The jail trustees run the Moore County Jail Community Garden. These are low-risk or non-violent inmates who work both inside and outside the jail in exchange for privileges like working in the community garden. In fact, few local taxpayers realize that Moore County Jail trustees provide lawn care for all public green spaces in Lynchburg – saving Metro Moore tens of thousands of dollars. In exchange, inmates can receive reduced sentences in addition to getting a break from the monotony of serving time.
Taylor says that trustees work in the garden under supervision and undergo searches when they arrive back at the facility.
“These inmates go out into the community each day and pick up litter, work at the Metro Moore Convenience Center, and provide lawn care at county-owned properties. That’s their regular workday, if you will,” Taylor says. “The garden is their special project. I see them work all day, and then come into the jail, and head straight to the garden to check if they have veggies to harvest. The garden helps keep their minds off their time and gives them a sense of peace and wellbeing.”

Paying it forward
Not only are the veggies they grow used to feed the inmates currently housed at the Moore County Jail, but they also donate produce to places like the Moore County Senior Activity Center.
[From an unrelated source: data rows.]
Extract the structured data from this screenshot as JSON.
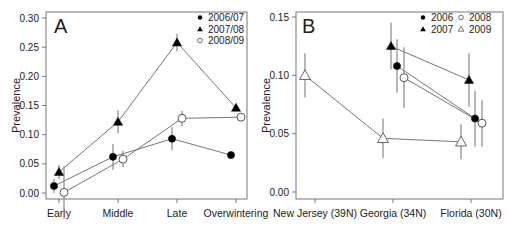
{
  "chart_data": [
    {
      "panel": "A",
      "type": "line",
      "title": "",
      "panel_label": "A",
      "xlabel": "",
      "ylabel": "Prevalence",
      "categories": [
        "Early",
        "Middle",
        "Late",
        "Overwintering"
      ],
      "ylim": [
        0.0,
        0.3
      ],
      "yticks": [
        "0.00",
        "0.05",
        "0.10",
        "0.15",
        "0.20",
        "0.25",
        "0.30"
      ],
      "grid": false,
      "legend_position": "top-right",
      "error_bars": true,
      "series": [
        {
          "name": "2006/07",
          "marker": "filled-circle",
          "values": [
            0.012,
            0.062,
            0.093,
            0.065
          ],
          "err": [
            0.012,
            0.022,
            0.02,
            0.003
          ]
        },
        {
          "name": "2007/08",
          "marker": "filled-triangle",
          "values": [
            0.036,
            0.122,
            0.258,
            0.146
          ],
          "err": [
            0.012,
            0.02,
            0.015,
            0.006
          ]
        },
        {
          "name": "2008/09",
          "marker": "open-circle",
          "values": [
            0.001,
            0.058,
            0.128,
            0.13
          ],
          "err": [
            0.045,
            0.014,
            0.013,
            0.006
          ]
        }
      ]
    },
    {
      "panel": "B",
      "type": "line",
      "title": "",
      "panel_label": "B",
      "xlabel": "",
      "ylabel": "Prevalence",
      "categories": [
        "New Jersey (39N)",
        "Georgia (34N)",
        "Florida (30N)"
      ],
      "ylim": [
        0.0,
        0.15
      ],
      "yticks": [
        "0.00",
        "0.05",
        "0.10",
        "0.15"
      ],
      "grid": false,
      "legend_position": "top-right",
      "error_bars": true,
      "series": [
        {
          "name": "2006",
          "marker": "filled-circle",
          "values": [
            null,
            0.108,
            0.063
          ],
          "err": [
            null,
            0.023,
            0.024
          ]
        },
        {
          "name": "2007",
          "marker": "filled-triangle",
          "values": [
            null,
            0.125,
            0.096
          ],
          "err": [
            null,
            0.02,
            0.023
          ]
        },
        {
          "name": "2008",
          "marker": "open-circle",
          "values": [
            null,
            0.098,
            0.059
          ],
          "err": [
            null,
            0.026,
            0.02
          ]
        },
        {
          "name": "2009",
          "marker": "open-triangle",
          "values": [
            0.1,
            0.046,
            0.043
          ],
          "err": [
            0.019,
            0.017,
            0.015
          ]
        }
      ]
    }
  ]
}
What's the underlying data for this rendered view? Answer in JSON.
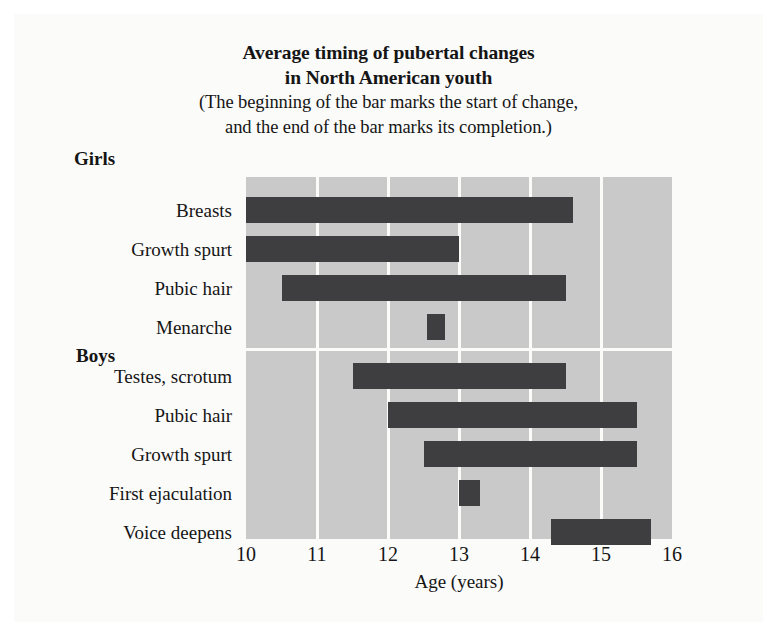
{
  "title": {
    "line1": "Average timing of pubertal changes",
    "line2": "in North American youth",
    "note1": "(The beginning of the bar marks the start of change,",
    "note2": "and the end of the bar marks its completion.)"
  },
  "chart_data": {
    "type": "bar",
    "orientation": "horizontal",
    "variant": "range-bar",
    "title": "Average timing of pubertal changes in North American youth",
    "subtitle": "(The beginning of the bar marks the start of change, and the end of the bar marks its completion.)",
    "xlabel": "Age (years)",
    "ylabel": "",
    "xlim": [
      10,
      16
    ],
    "xticks": [
      10,
      11,
      12,
      13,
      14,
      15,
      16
    ],
    "xtick_labels": [
      "10",
      "11",
      "12",
      "13",
      "14",
      "15",
      "16"
    ],
    "grid": "vertical",
    "legend": "none",
    "bar_color": "#3e3e40",
    "plot_background": "#c9c9c9",
    "gridline_color": "#fbfbfa",
    "groups": [
      {
        "name": "Girls",
        "categories": [
          "Breasts",
          "Growth spurt",
          "Pubic hair",
          "Menarche"
        ],
        "ranges": [
          {
            "label": "Breasts",
            "start": 10.0,
            "end": 14.6
          },
          {
            "label": "Growth spurt",
            "start": 10.0,
            "end": 13.0
          },
          {
            "label": "Pubic hair",
            "start": 10.5,
            "end": 14.5
          },
          {
            "label": "Menarche",
            "start": 12.55,
            "end": 12.8
          }
        ]
      },
      {
        "name": "Boys",
        "categories": [
          "Testes, scrotum",
          "Pubic hair",
          "Growth spurt",
          "First ejaculation",
          "Voice deepens"
        ],
        "ranges": [
          {
            "label": "Testes, scrotum",
            "start": 11.5,
            "end": 14.5
          },
          {
            "label": "Pubic hair",
            "start": 12.0,
            "end": 15.5
          },
          {
            "label": "Growth spurt",
            "start": 12.5,
            "end": 15.5
          },
          {
            "label": "First ejaculation",
            "start": 13.0,
            "end": 13.3
          },
          {
            "label": "Voice deepens",
            "start": 14.3,
            "end": 15.7
          }
        ]
      }
    ]
  }
}
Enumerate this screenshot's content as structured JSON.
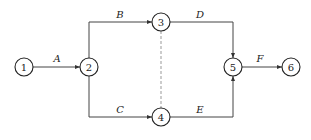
{
  "diagram": {
    "type": "activity-on-arrow network",
    "nodes": [
      {
        "id": "1",
        "label": "1",
        "x": 24,
        "y": 67
      },
      {
        "id": "2",
        "label": "2",
        "x": 89,
        "y": 67
      },
      {
        "id": "3",
        "label": "3",
        "x": 161,
        "y": 22
      },
      {
        "id": "4",
        "label": "4",
        "x": 161,
        "y": 117
      },
      {
        "id": "5",
        "label": "5",
        "x": 233,
        "y": 67
      },
      {
        "id": "6",
        "label": "6",
        "x": 291,
        "y": 67
      }
    ],
    "edges": [
      {
        "from": "1",
        "to": "2",
        "label": "A",
        "style": "solid"
      },
      {
        "from": "2",
        "to": "3",
        "label": "B",
        "style": "solid"
      },
      {
        "from": "2",
        "to": "4",
        "label": "C",
        "style": "solid"
      },
      {
        "from": "3",
        "to": "5",
        "label": "D",
        "style": "solid"
      },
      {
        "from": "4",
        "to": "5",
        "label": "E",
        "style": "solid"
      },
      {
        "from": "5",
        "to": "6",
        "label": "F",
        "style": "solid"
      },
      {
        "from": "3",
        "to": "4",
        "label": "",
        "style": "dashed"
      }
    ]
  }
}
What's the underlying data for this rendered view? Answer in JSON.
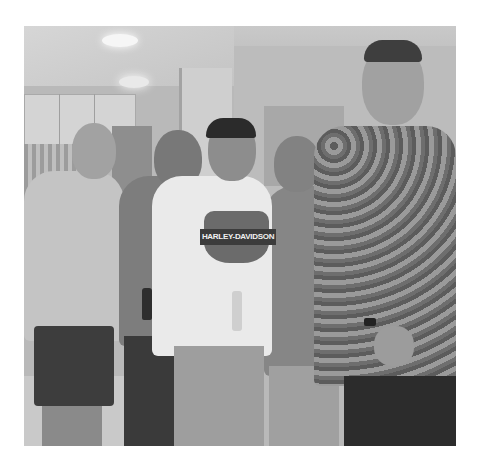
{
  "image": {
    "type": "photograph",
    "color_mode": "grayscale",
    "description": "Five men posing together indoors in a kitchen area",
    "people_count": 5,
    "visible_text": {
      "shirt_logo": "HARLEY-DAVIDSON"
    },
    "frame": {
      "left": 24,
      "top": 26,
      "width": 432,
      "height": 420
    },
    "background_color": "#ffffff"
  }
}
Taylor says staff often share ideas, tips, skills, knowledge of gardening with the inmates daily and then those inmates pass that information along to others.
“In the past couple years, I’ve watched long term inmates, who have worked in previous gardens, help other inmates with tasks, and share the things they have learned. They are learning lifelong skills while working, and the results are evident.”
In addition to reducing staff burdens, lowering operational costs, and keeping inmates occupied, Taylor says projects like the Moore County Jail Community Garden lower recidivism rates and give inmates who haven’t yet earned trustee status something to work towards.
Growing fresh starts
Taylor says one of the biggest “feel good” moments that has come from the garden are when he hears inmates talk about continuing their new-found gardening talents once they are released.
It’s developed into a fresh start for at least one success story – a former inmate with a particular love of gardening and cooking who went on to start his own food truck in a surrounding county once he got released.
“The program gives the inmate skills to succeed. It shows them that hard work truly pays off,” Taylor says. “It also helps condition the inmate and helps keep their fitness up so that when they are released, they can go into a physically demanding job and not struggle.”
It’s the kind of success story one might expect to happen in a small rural town with a strong sense of community. Staff at the Moore County Jail aren’t just managing prisoners. They are also deeply invested in never seeing inmates again unless it’s on the outside.
“Past inmates often return to the jail to visit and tell us how they are succeeding in life after being incarcerated. It’s an amazing feeling, and one of the main reasons I chose the field of law enforcement,” Taylor says. “We take an oath to serve and protect. Helping individuals who have made mistakes in life serve their debt to society is part of that oath. Many of them let us know how positively they were impacted by the way they were treated while in our care. It’s very rewarding.” •
About The Lynchburg Times
The Lynchburg Times is an independent, woman-owned newspaper rooted in the heart of southern middle Tennessee. Led by a Tulane-educated journalist with over two decades of experience covering this region, we shine a light on the people, politics, and cultural pulse of a changing South. From breaking news to slow storytelling, we believe local journalism should inform, empower, and preserve what makes this place unique. Supported by readers and community partners, we’re proud to be part of the new Southern narrative – one story at a time. [Support us here.]